Friday, 5 October 2018

citations - Should references in foreign language be translated to make popular audience get familiar with how academia works?


Typically, references in foreign language are cited with title and journal name in original language, whether they are academic or popular science books. As pointed out in this answer, popular science books, written by native authors and published by different publishers, report English, German and French references without any translation.

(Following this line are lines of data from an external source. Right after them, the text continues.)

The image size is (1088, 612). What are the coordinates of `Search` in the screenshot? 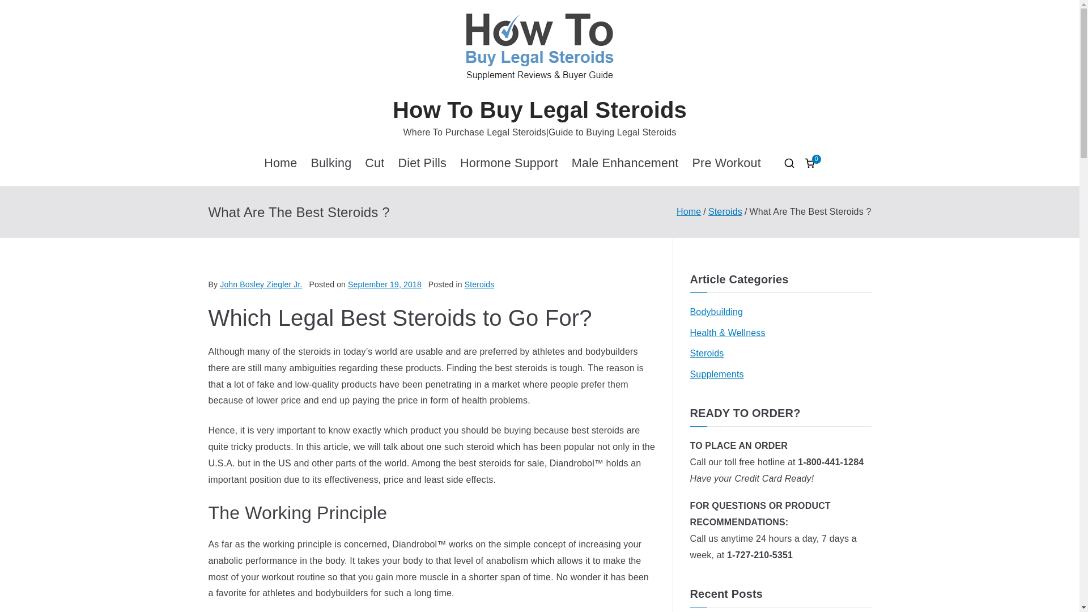 It's located at (20, 9).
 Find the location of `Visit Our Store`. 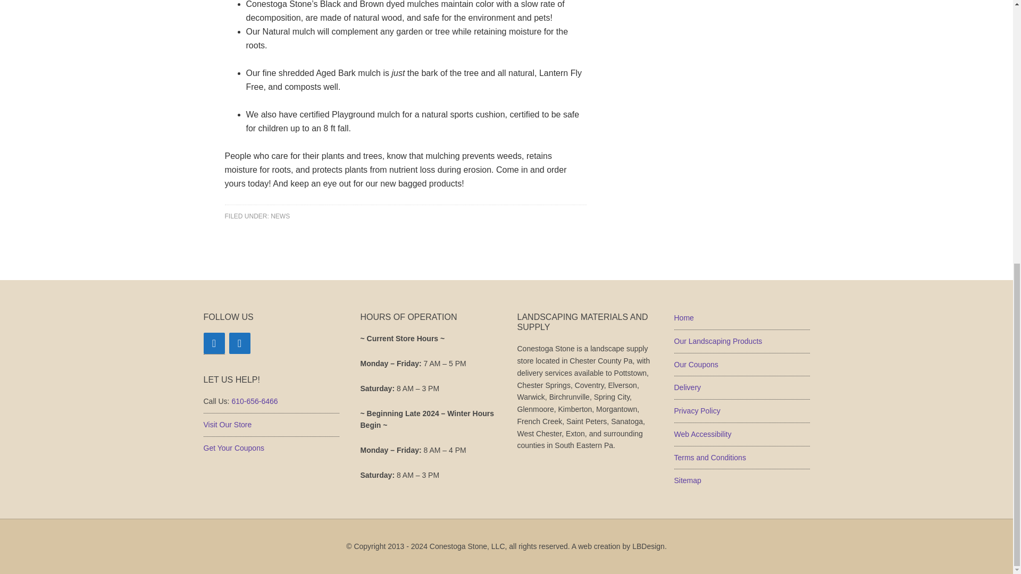

Visit Our Store is located at coordinates (227, 424).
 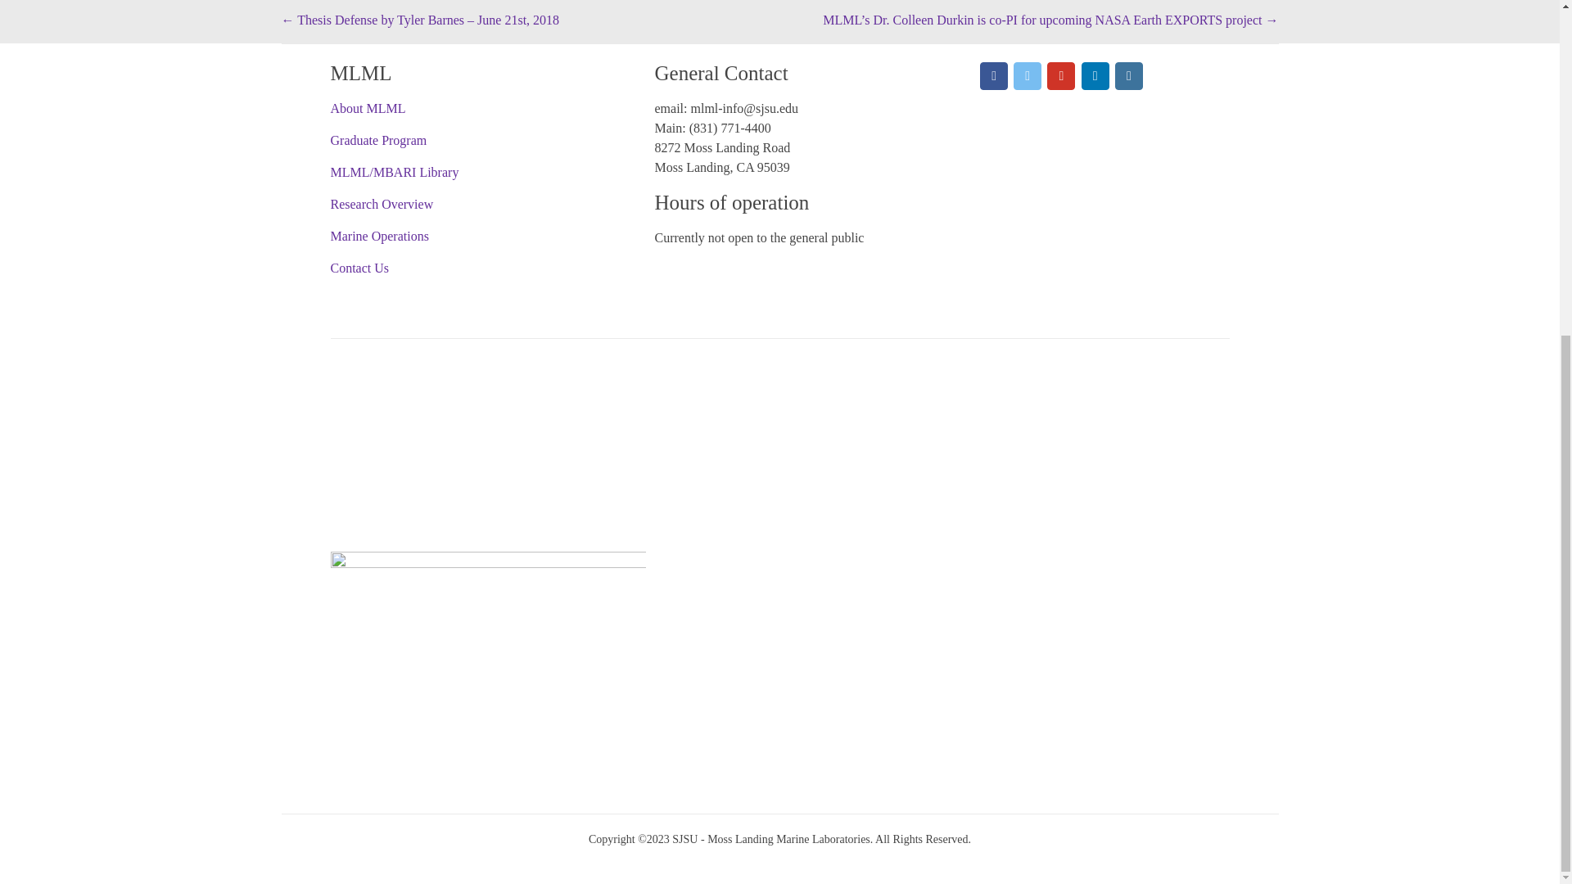 What do you see at coordinates (1095, 75) in the screenshot?
I see `Moss Landing Marine Laboratories on Linkedin` at bounding box center [1095, 75].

Of course leaving the identification of the references is vital. However, I wonder if this is the best practice for the audience who are not familiar with how academic works, especially kids. I imagine that having them written in their mother tongue will make them compelling and informative enough to read, and after reading them, they will know at least these things:



  • Academic researches are published in academic journals, collaborated by many authors

  • Titles tend to be very specified, journals are very niche

  • Consistency needs to be maintained

  • And whether they understand them or not, some terms will get into their mind, enhancing their vocabulary. To put it as Wittgenstein, "my language is the limit of my world".


The book I'm translating is What If? from Randall Munroe. It's academic enough to have several pages of references, but entertaining enough to have comic on it. What I am trying to do is to find the balance point to make an academician and a kid both happy. One reference of it goes like this:




Merlis, Timothy M., and Tapio Schneider, “Atmospheric dynamics of Earth-like tidally locked aquaplanets,” Jounal of Advances in Modeling Earth Systems 2 (December 2010); DOI:10.3894/JAMES.2010.2.13.



Questions:




  1. Should this be done? I guess yes, despite of the current practice. How far should this be applied? Having the origin text first, the translation first, or only the translation if other identifications exist such as DOI or URL? As long as the audience can trace the references on their own, then there's no reason for not doing this, right? What if only some references have DOI, and some others have dead links? Should I add the DOI for every academic papers? What to do with blog posts and YouTube clips?




  2. Is there any drawback of this? Would the readers lose their interest in the middle, or having no interest in reading them at all, hence wasting the translating time?